Marsh Hawk Press

Marsh Hawk Press

  • Home
  • Submissions and Prizes
    • 2025 MARSH HAWK PRESS POETRY PRIZES
    • Submissions–Books and Marsh Hawk Review
    • CONTEST JUDGES AND WINNERS
    • Submit Your Ms to the Contest
  • Latest News
  • MHP Review
  • Chapter One Series
  • Go to Chapter One Website
  • Who We Are / Contact Us
    • Who We Are
    • Contact Us

Mary Mackey: “Four Poetry Prompts”

1. Write a poem about the most dangerous thing you have ever done on purpose or unintentionally.

 2. Select an ordinary object (spoon, shoe, your own thumb, etc.) and stare at it intently for ten minutes without looking away. Write a poem about what you have seen. 

 3. Take one of your poems and reverse all the lines (last line first/first line last). Polish this new poem and consider if the result is worth saving.

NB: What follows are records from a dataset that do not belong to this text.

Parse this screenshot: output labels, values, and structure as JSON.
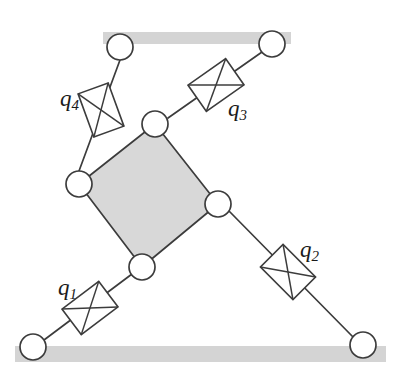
{
  "figure": {
    "background_color": "#ffffff",
    "line_color": "#3c3c3c",
    "platform_fill": "#d8d8d8",
    "ground_fill": "#d4d4d4",
    "joint_fill": "#ffffff"
  },
  "ground_bars": [
    {
      "name": "top-ground-bar",
      "x": 103,
      "y": 32,
      "width": 188,
      "height": 12,
      "color": "#d4d4d4"
    },
    {
      "name": "bottom-ground-bar",
      "x": 15,
      "y": 346,
      "width": 371,
      "height": 16,
      "color": "#d4d4d4"
    }
  ],
  "platform": {
    "name": "moving-platform",
    "fill": "#d8d8d8",
    "stroke": "#3c3c3c",
    "vertices": [
      {
        "name": "platform-vertex-top",
        "x": 155,
        "y": 124
      },
      {
        "name": "platform-vertex-right",
        "x": 218,
        "y": 204
      },
      {
        "name": "platform-vertex-bottom",
        "x": 142,
        "y": 267
      },
      {
        "name": "platform-vertex-left",
        "x": 79,
        "y": 184
      }
    ]
  },
  "joints": [
    {
      "id": "J-top-left-base",
      "name": "base-joint-top-left",
      "x": 120,
      "y": 47,
      "r": 13
    },
    {
      "id": "J-top-right-base",
      "name": "base-joint-top-right",
      "x": 272,
      "y": 44,
      "r": 13
    },
    {
      "id": "J-bottom-left-base",
      "name": "base-joint-bottom-left",
      "x": 33,
      "y": 347,
      "r": 13
    },
    {
      "id": "J-bottom-right-base",
      "name": "base-joint-bottom-right",
      "x": 363,
      "y": 345,
      "r": 13
    },
    {
      "id": "J-platform-top",
      "name": "platform-joint-top",
      "x": 155,
      "y": 124,
      "r": 13
    },
    {
      "id": "J-platform-right",
      "name": "platform-joint-right",
      "x": 218,
      "y": 204,
      "r": 13
    },
    {
      "id": "J-platform-bottom",
      "name": "platform-joint-bottom",
      "x": 142,
      "y": 267,
      "r": 13
    },
    {
      "id": "J-platform-left",
      "name": "platform-joint-left",
      "x": 79,
      "y": 184,
      "r": 13
    }
  ],
  "links": [
    {
      "name": "link-q4",
      "from": "J-top-left-base",
      "to": "J-platform-left",
      "x1": 120,
      "y1": 60,
      "x2": 79,
      "y2": 171
    },
    {
      "name": "link-q3",
      "from": "J-top-right-base",
      "to": "J-platform-top",
      "x1": 262,
      "y1": 52,
      "x2": 168,
      "y2": 118
    },
    {
      "name": "link-q1",
      "from": "J-bottom-left-base",
      "to": "J-platform-bottom",
      "x1": 44,
      "y1": 340,
      "x2": 132,
      "y2": 274
    },
    {
      "name": "link-q2",
      "from": "J-platform-right",
      "to": "J-bottom-right-base",
      "x1": 229,
      "y1": 211,
      "x2": 354,
      "y2": 338
    }
  ],
  "actuators": [
    {
      "id": "q1",
      "name": "prismatic-actuator-q1",
      "cx": 90,
      "cy": 308,
      "angle": -37,
      "width": 46,
      "height": 32,
      "label": "q",
      "subscript": "1",
      "label_x": 58,
      "label_y": 295
    },
    {
      "id": "q2",
      "name": "prismatic-actuator-q2",
      "cx": 288,
      "cy": 272,
      "angle": 45,
      "width": 46,
      "height": 32,
      "label": "q",
      "subscript": "2",
      "label_x": 300,
      "label_y": 257
    },
    {
      "id": "q3",
      "name": "prismatic-actuator-q3",
      "cx": 216,
      "cy": 85,
      "angle": -35,
      "width": 46,
      "height": 32,
      "label": "q",
      "subscript": "3",
      "label_x": 228,
      "label_y": 116
    },
    {
      "id": "q4",
      "name": "prismatic-actuator-q4",
      "cx": 101,
      "cy": 110,
      "angle": 70,
      "width": 46,
      "height": 32,
      "label": "q",
      "subscript": "4",
      "label_x": 60,
      "label_y": 106
    }
  ],
  "chart_data": {
    "type": "diagram",
    "labels": [
      "q1",
      "q2",
      "q3",
      "q4"
    ],
    "joint_count": 8,
    "link_count": 4,
    "ground_rail_count": 2
  }
}
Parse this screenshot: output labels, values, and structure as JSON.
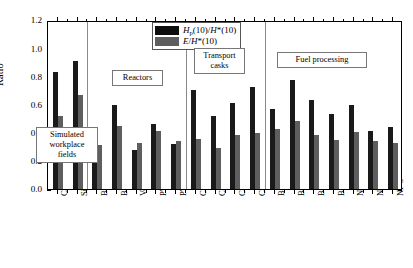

 4. Using a pen and several pieces of paper (a computer won’t work for this), write as fast as you can for ten minutes. Don’t try to make sense or pay attention to spelling, grammar, punctuation, or anything except writing. If you find yourself making sense, start the next sentence with the letter of the last word in the sentence that came before it. At some point you may feel that your hand is doing the writing and that you have no idea what you are saying or what you have said. At the ten-minute mark, stop. Do not write another word. Go back, read what you have written, and circle all the interesting phrases and metaphors. Can you put these together and make them into a poem if you now craft and polish them?  (Note: this technique is called “Automatic Writing.” It was frequently used by the French surrealist poets to free the imagination and get inspiration).

Marsh Hawk Press Artistic Advisory Board

Sandy McIntosh, Executive Editor and Publisher

Tony Trigilio, Managing Editor

Toi Derricotte
Denise Duhamel
Marilyn Hacker
Maria Mazziotti Gillan
David Lehman
Indigo Moor
Alicia Ostriker
Andrew Levy
Kim Shuck
Anne Waldman
John Yau

In Memory of David Shapiro, Gerald Stern, Marie Ponsot, Robert Creeley, Paul Pines, Allan Kornblum, Rochelle Ratner, Corinne Robins, Madeline Tiger, Claudia Carlson, and Harriet Zinnes. 

Join our Mailing List

Sign Up Now

For Email Newsletters you can trust.

 

Our titles are available for purchase by following the link on each title’s Book Store page. Book stores may order in bulk here.




Praise for Books

PAUL PINES: Charlotte Songs

The great themes—like Love, Death and Family— have inspired masterpieces and, alas, Hallmark Cards. In Charlotte Songs, Paul Pines celebrates his daughter. But, if you want the Hallmark Card version of fatherhood, you’ve come to the wrong place. Pines gives us the full paradox of living with his child as she grows from toddler to young woman. Inventive, humorous, baffling and poignant.